A reliable DBS process has four components: a clear policy, a consistent application process, a reliable tracking system, and regular reviews.

Your policy should define which check level is required for each role, how often checks are renewed, what happens during the waiting period for new checks, how positive disclosures are assessed, and who is responsible for managing the process.

Your tracking system needs to record every staff member's DBS status, alert you when renewals are due, and provide evidence of compliance when an insurer or inspector asks for it. Spreadsheets work until they do not, a missed renewal buried in row 47 of a spreadsheet could cost you your insurance cover.

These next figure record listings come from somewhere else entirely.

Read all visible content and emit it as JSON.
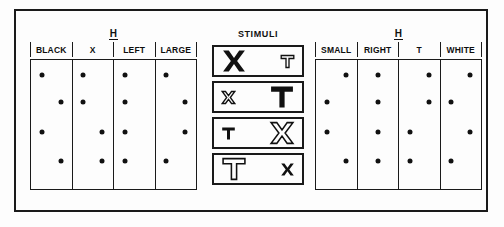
{
  "figure": {
    "left_panel": {
      "title": "H",
      "columns": [
        {
          "label": "BLACK",
          "dots": [
            {
              "row": 1,
              "side": "left"
            },
            {
              "row": 2,
              "side": "right"
            },
            {
              "row": 3,
              "side": "left"
            },
            {
              "row": 4,
              "side": "right"
            }
          ]
        },
        {
          "label": "X",
          "dots": [
            {
              "row": 1,
              "side": "left"
            },
            {
              "row": 2,
              "side": "left"
            },
            {
              "row": 3,
              "side": "right"
            },
            {
              "row": 4,
              "side": "right"
            }
          ]
        },
        {
          "label": "LEFT",
          "dots": [
            {
              "row": 1,
              "side": "left"
            },
            {
              "row": 2,
              "side": "left"
            },
            {
              "row": 3,
              "side": "left"
            },
            {
              "row": 4,
              "side": "left"
            }
          ]
        },
        {
          "label": "LARGE",
          "dots": [
            {
              "row": 1,
              "side": "left"
            },
            {
              "row": 2,
              "side": "right"
            },
            {
              "row": 3,
              "side": "right"
            },
            {
              "row": 4,
              "side": "left"
            }
          ]
        }
      ]
    },
    "right_panel": {
      "title": "H",
      "columns": [
        {
          "label": "SMALL",
          "dots": [
            {
              "row": 1,
              "side": "right"
            },
            {
              "row": 2,
              "side": "left"
            },
            {
              "row": 3,
              "side": "left"
            },
            {
              "row": 4,
              "side": "right"
            }
          ]
        },
        {
          "label": "RIGHT",
          "dots": [
            {
              "row": 1,
              "side": "mid"
            },
            {
              "row": 2,
              "side": "mid"
            },
            {
              "row": 3,
              "side": "mid"
            },
            {
              "row": 4,
              "side": "mid"
            }
          ]
        },
        {
          "label": "T",
          "dots": [
            {
              "row": 1,
              "side": "right"
            },
            {
              "row": 2,
              "side": "right"
            },
            {
              "row": 3,
              "side": "left"
            },
            {
              "row": 4,
              "side": "left"
            }
          ]
        },
        {
          "label": "WHITE",
          "dots": [
            {
              "row": 1,
              "side": "right"
            },
            {
              "row": 2,
              "side": "left"
            },
            {
              "row": 3,
              "side": "right"
            },
            {
              "row": 4,
              "side": "left"
            }
          ]
        }
      ]
    },
    "stimuli": {
      "title": "STIMULI",
      "items": [
        {
          "index": 1,
          "left": {
            "letter": "X",
            "size": "large",
            "fill": "solid"
          },
          "right": {
            "letter": "T",
            "size": "small",
            "fill": "outline"
          }
        },
        {
          "index": 2,
          "left": {
            "letter": "X",
            "size": "small",
            "fill": "outline"
          },
          "right": {
            "letter": "T",
            "size": "large",
            "fill": "solid"
          }
        },
        {
          "index": 3,
          "left": {
            "letter": "T",
            "size": "small",
            "fill": "solid"
          },
          "right": {
            "letter": "X",
            "size": "large",
            "fill": "outline"
          }
        },
        {
          "index": 4,
          "left": {
            "letter": "T",
            "size": "large",
            "fill": "outline"
          },
          "right": {
            "letter": "X",
            "size": "small",
            "fill": "solid"
          }
        }
      ]
    },
    "colors": {
      "ink": "#111111",
      "frame": "#1a1a1a",
      "paper": "#fdfdfd"
    }
  }
}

SafePlay's Staff Compliance module replaces the spreadsheet. Every team member's DBS check is tracked with their certificate number, check level, date of issue, and your chosen renewal date. The Automated Reminders feature sends alerts 90 days, 30 days, and 7 days before a renewal is due, giving you plenty of time to arrange a new check. And the Compliance Dashboard shows your venue's overall DBS compliance status at a glance, so you always know where you stand.

DBS compliance is not a one-off task. It is an ongoing commitment that protects the children who visit your venue, the staff who work there, and the business you have built. Get the foundations right, maintain them consistently, and you will have one less thing to worry about when an inspector walks through the door.

For more information on the regulatory framework for play venues, see our complete guide to soft play regulations in the UK. If you are preparing for an upcoming inspection, our guide to health and safety inspection preparation covers exactly what inspectors look for and how to demonstrate your compliance.